I was reminded of this because we have, perforce [retirement], enrolled with a new dentist. Word to the wise: choose a dentist at least 20 years younger than you are: having them die on you is extremely inconvenient. Dentistry has moved on tremendously in my 60+ years of tooth care. No anaesthetics in the early 60s; the drills turned by wire drive-trains. When you change dentist for a younger model, it's like skipping 30 years of technological improvement. The new dentist has a screen on the ceiling to entertain clients as he digs into their buccal cavity. There is a whole new set of acronyms and jargon to wash over the mind as he dictates his assessments to the dental tech. There is presumably enough detail that the status can be recorded and recalled in six months' time. Half a year being the standard time-counting unit in dentistry.

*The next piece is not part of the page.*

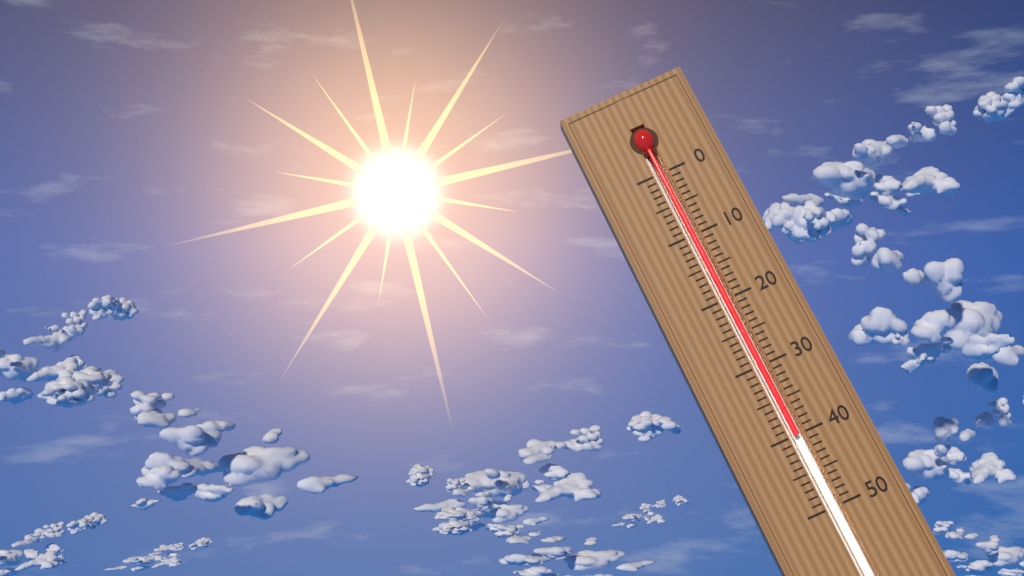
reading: 40 (no unit)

Initial visit in August 2023 allowed introductions to be made and there was time to do one bit of remedial work on lower left six: the front-most molar. There is a crack which extended an undetermined depth into the roots and which may burst asunder at any moment. New Dentist (N.D.) tidied up the long-existing, multiply-patched cavity with that new-fangled UV-setting ceramic filler but added some bondo glue into the mortar in a probably vain attempt to keep the two side of the crack in contact. "That will do for now, come back in 6 months and we'll see how/if anything has shifted". In Feb 2024, 183 days later, I was back in the chair having another X-ray to monitor progress. "that tooth probably needs a crown to hold the two sides together; it would be better to sort out the foundations first - because doing a root-canal job through a crown is no laughing matter; I'm going to refer you to the Endodontist down the street". 

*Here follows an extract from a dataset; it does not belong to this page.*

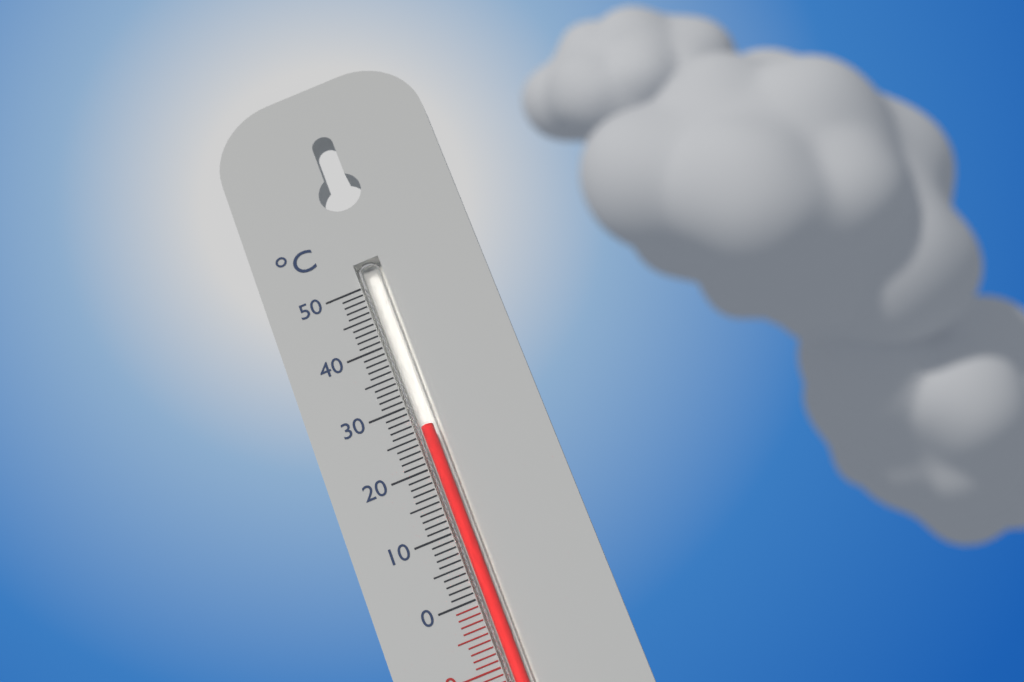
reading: 26 °C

According, a month later I had an early-day appt with the said Endodontist. Once upon a time, a dentist was a strong fellow with pliers; now the profession is fragmented into sub-specialties. "Dentists" do filling above the gum-line; "Endodonts" plumb the depths. Dental surgeons do extractions, bone and gum work. 

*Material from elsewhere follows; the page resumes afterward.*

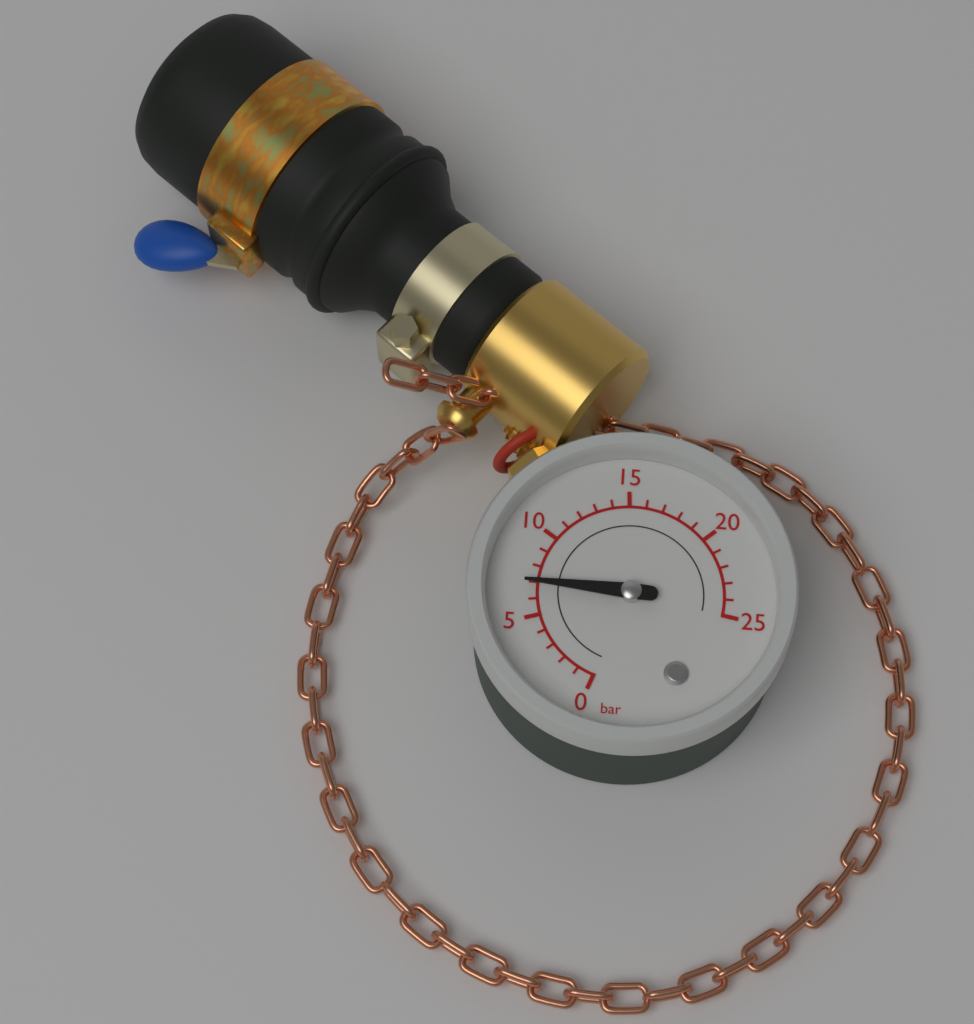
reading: 7 bar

I got into a 'discussion' with the Endodental Tech about where to park. If I parked on the street, I was likely to run out of time and get a hefty ticket. whereas if I parked somewhere else then I'd get the full three hours of a typical Endo-session and save €2. I explained that 5 years ago, I'd really have engaged with that sort of tightwad penny-pinching but since retirement my business model was much more support the economy and can't take it with you

The cognitive dissonance came in when the Endoboss outlined the likely course-and-cost of treatment. 

  • a referrer's referral to an Endodontist in another town who owned a 3-D Xray machine [€180]
  • 3-D informed re-scrutiny of the path of the, rather occluded, root canals [€100]
    • these machines are the latest thing and only available in Ireland for the last tuthree years; the pictures are really informative
  • three hours drilling down the 3 roots of the one tooth [€900 if progress straight-forward, more if the procedure required two sessions]
    • cleaning, bleaching and filling the drilled cavity [€0 - fitted as standard]
  • returning to my above-gum dentist for the crown [€X indeterminate amount]

All this delivered with a grating, hand-wringing apology for how much it was all going to cost . . . with no certainty that the outcome would be a long term solution to the goddam crack in my aged molar. The cost sounded reasonable considering how we're in the market for a new sofa. But it was super-weird, while on the same dental couch, to be haggling over €2 with one member of the Endo-practice and €2,000 with another.

The alternative: hope that there are no stones in the lentils and keep using the existing kludge on lower left six until its rift rifts and then have it taken out [€180]. Apart from the money, getting a crown or a dental implant is a different matter for an ould chap in his 70th year compared to our 20-, 30- and 40-something offspring.

Sunday 17 March 2024

St Patrick's Day 2024

Lá Feile Padraig, I hope you have your feet up.